Monday, February 14, 2011

IJ, the Third Time Around

I finished reading "Infinite Jest" for the third time. Let me tell you, it just gets better with each read. Sorry, no reading notes this time; I read it just to savor each word. It was worth it. Maybe my next time through it.

I can't recommend enough reading IJ more than once.

Other Notes of Note

"Every minute spent in introspection is a minute outside of reality. But without introspection, reality is merely reaction." -- (I came up with that today.)

Humans and Humanity

A few weeks ago, my son popped off a term in one of our uniquely deep and personally satisfying conversations that stuck in my head long after the conversation ended. At the time, it was the right phrase at the right point in the conversation. It was the perfect cornerstone for our topic of conversation at that point, and I recall that our conversation from that point on built on that term. The term was "the law of large numbers."

I have long since forgotten the conversation from that time, but "the law of large numbers" has been stuck into some back recesses of my neurons and has never left. I've been turning over the concept in my head, like turning over a rock with a fossil embedded in it, feeling that there is more to the imprint than the surface reveals, but unable or unwilling to crack the surface to see what was inside and possibly destroying the embedded fossil in the process.

So, the idea of "the law of large numbers" has been going around in my head over and over since I first heard of it. I've considered it from one direction and then another, and it seems to keep popping up when I'm reading something in the least bit philosophical.

This morning, as I was having coffe and catching up on the New Yorker fiction of the last few weeks, I finished the last story (mentally thanked the New Yorker for such good writing and good writers) and realized that I still had half a venti Starbuck's Pike Place blend left and nothing to read. I pulled out my iPod, plugged in the earbuds, and began browsing for something to fill the mood. I came across DFW's Kenyon Commencement speech and put it on.

As Dave's voice came on and the speech came to the part of You being in the exact center of everything you experience, "the law of large numbers" came back into my head. And it seemed to dovetaile (in my mind, anyway) perfectly with what DFW was saying. It was like getting X-ray vision for a moment and being able to see into that rock with the fossil and seeing, just for that moment, the entire shape of the rock and the fossil within. It was sorta like that, seeing a connection between DFW's thoughts on solipsism as a "default setting" and "the law of large numbers."

The "large numbers" seemed to me to refer to a large collection of human organisms, and by large I mean, like, millions, even hundreds of millions, maybe even billions or more. On this scale, the human mind simply cannot discern individuals, it simply overwhelms the intellect. On this scale, the collection seems almost to be an individual of its own, much like we are completely unaware of the individual cells that make up our own bodies. (I mean, yeah, I know what a cell is, but as far as one particular cell in my body, I have no clue.)

From what I was hearing from my iPod, our default setting may tend to be the conclusion, individually, that what happens to the collective happens to us, individually, that what is directed at this collective is also directed at us.

I observe that advertising is almost always universally disliked, yet advertising continues to exist. How could something universally disliked continue to exist? Advertising is still with us, I believe, because it works. It may be universally disliked on an individual level,but it works on a collective level.

Advertising works because the collection of individuals exhibits an emergent patterm of behavior of its own, like the collection is itself an individual, composed of us individual human beings who, like the cells in our own bodies, are completely unaware of the larger organism we compose. But this larger organism exhibits its own behavior and its own preferences. Advertising is merely poking and prodding this larger organism to elicit the behavior that the advertisers desire; there is no more awareness of the individual human beings composing this corpus than we have of the cells composing our own bodies. The whole point of advertising is to prod this slug of collective humanity to make it twitch in a desired way.

So it is nothing personal, this pointless, continuous blather of advertising. It really as nothing to do with you, as an individual. Advertiser are only trying to make the larger collective organism twitch in a desired direction.

Individually, our perception is that each poke and prod is directed personally at You! It is personally offensive to discover (or perceive) that one's own behavior and choices can be so easily manipulated.

Behind the emergent pattern of the collective is, in fact, numerous individual choices. Most of these choices seem to be the result of "default settings" (as DFW put it), meaning that each and every individual human being is responding to the advertising message, most of them not from conscious awareness of their choices.

As DFW points out in his speech, it is unimaginably difficult to exercise conscious choice over one's own thoughts all the time, which is probably why nearly everyone does not do it most of the time, and most people don't bother to do it at all. Imagine the change in the collective emergent pattern if they did!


TASK BRIEF: Please repeat exactly the lines from the one containing "Where can I find sea lion?" through the last line of the records below, leaving out any pictures.
BEGIN EXTRACTED INFORMATION
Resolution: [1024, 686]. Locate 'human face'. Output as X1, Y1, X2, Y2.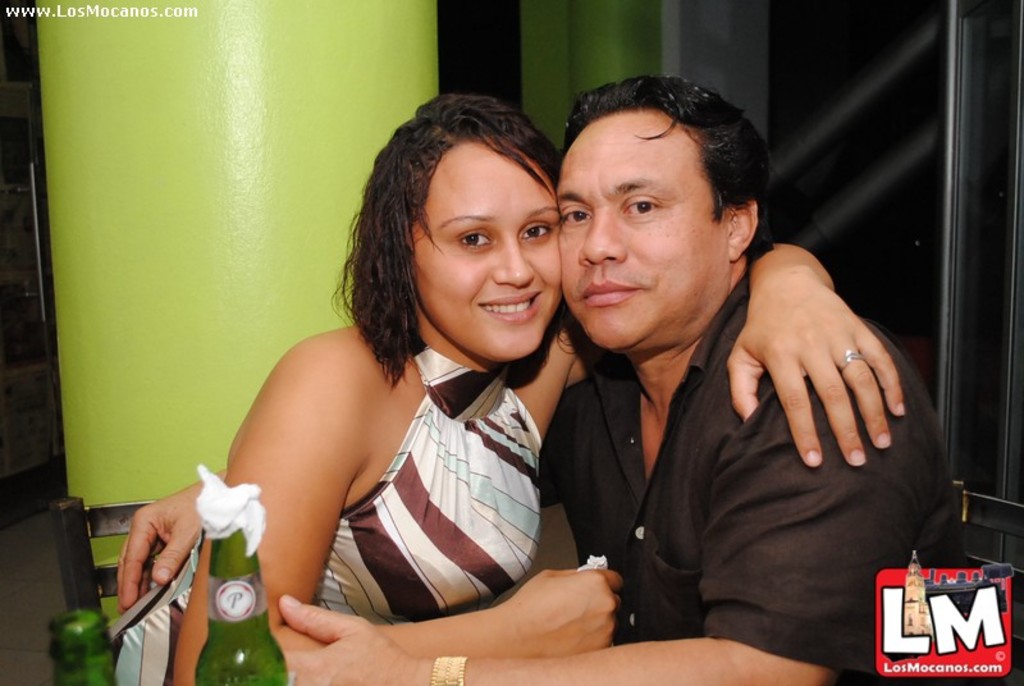
566, 105, 730, 353.
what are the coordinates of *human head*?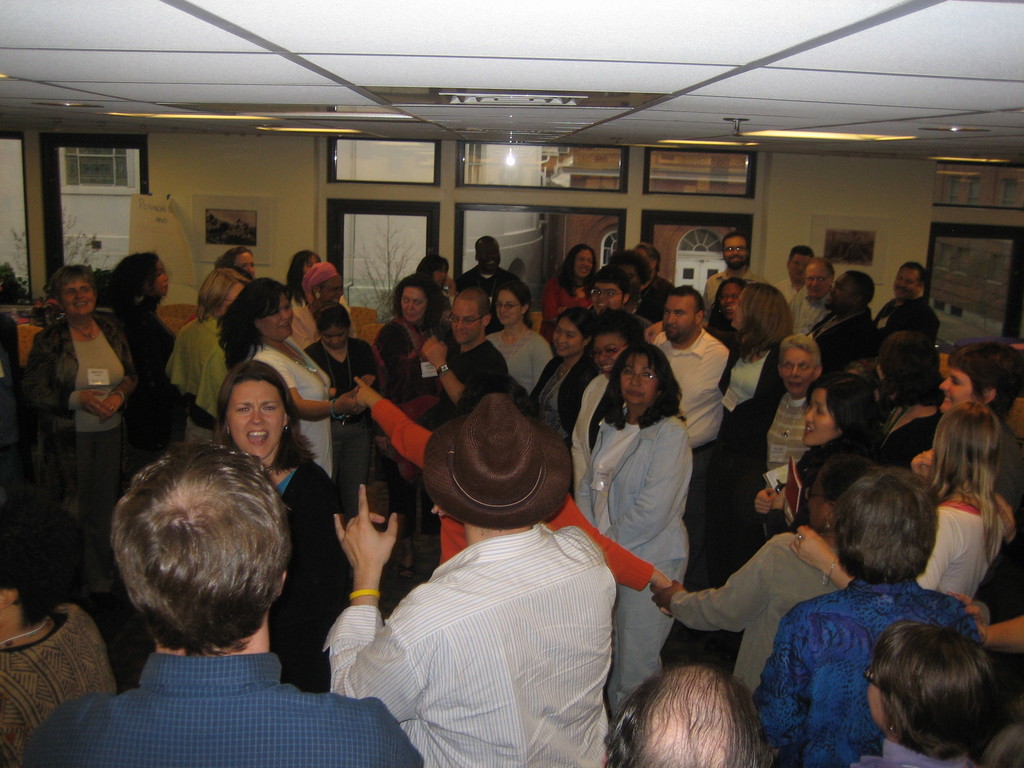
bbox(307, 266, 344, 305).
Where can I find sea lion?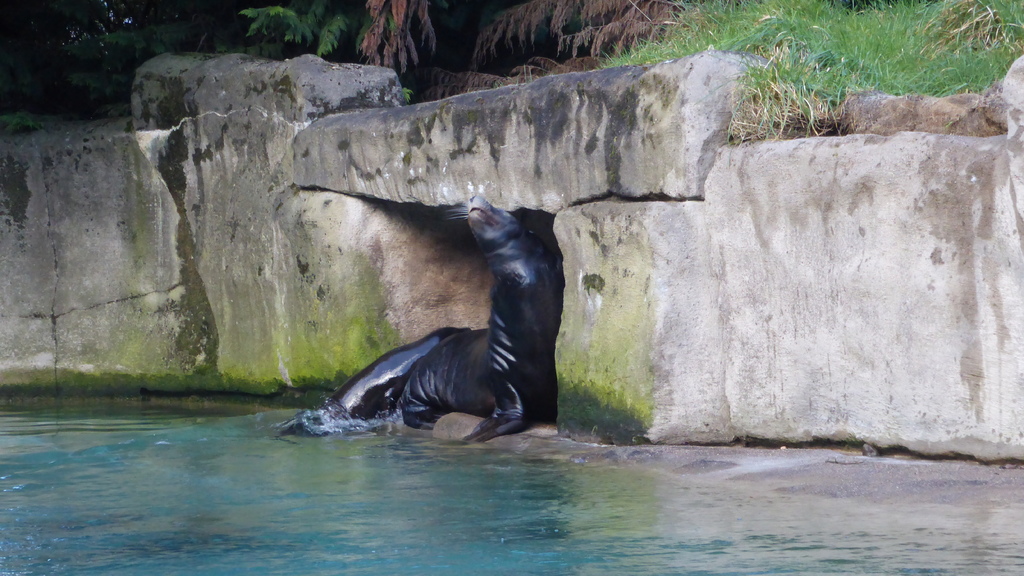
You can find it at Rect(284, 322, 467, 438).
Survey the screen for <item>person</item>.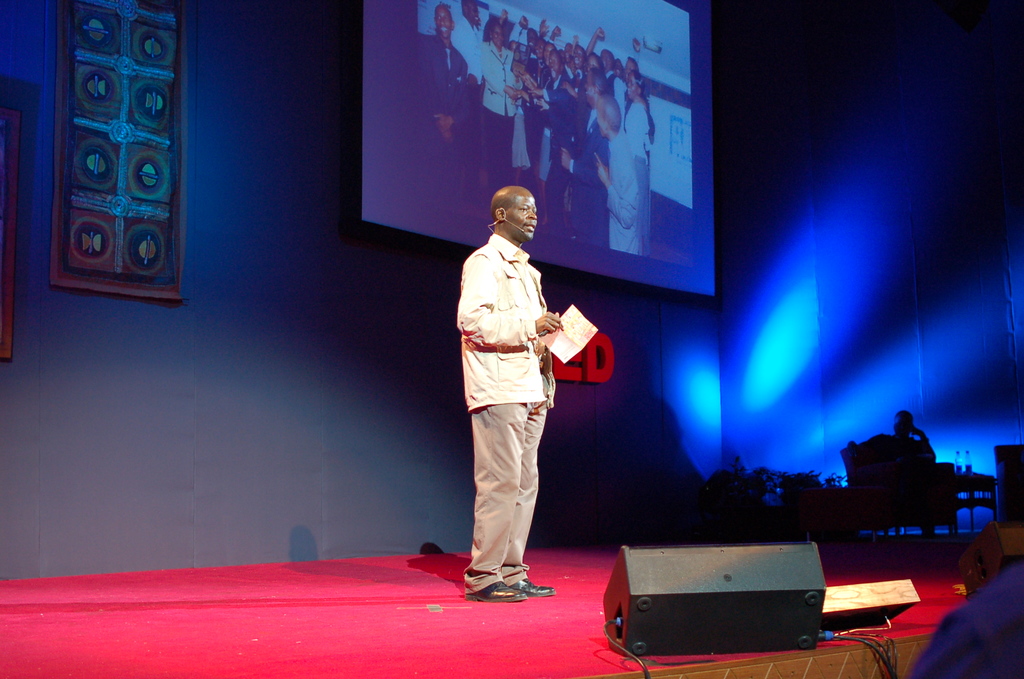
Survey found: crop(452, 172, 589, 603).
END EXTRACTED INFORMATION
ANSWER FOR THE TASK:
Where can I find sea lion?
You can find it at Rect(284, 322, 467, 438).
Survey the screen for <item>person</item>.
Survey found: crop(452, 172, 589, 603).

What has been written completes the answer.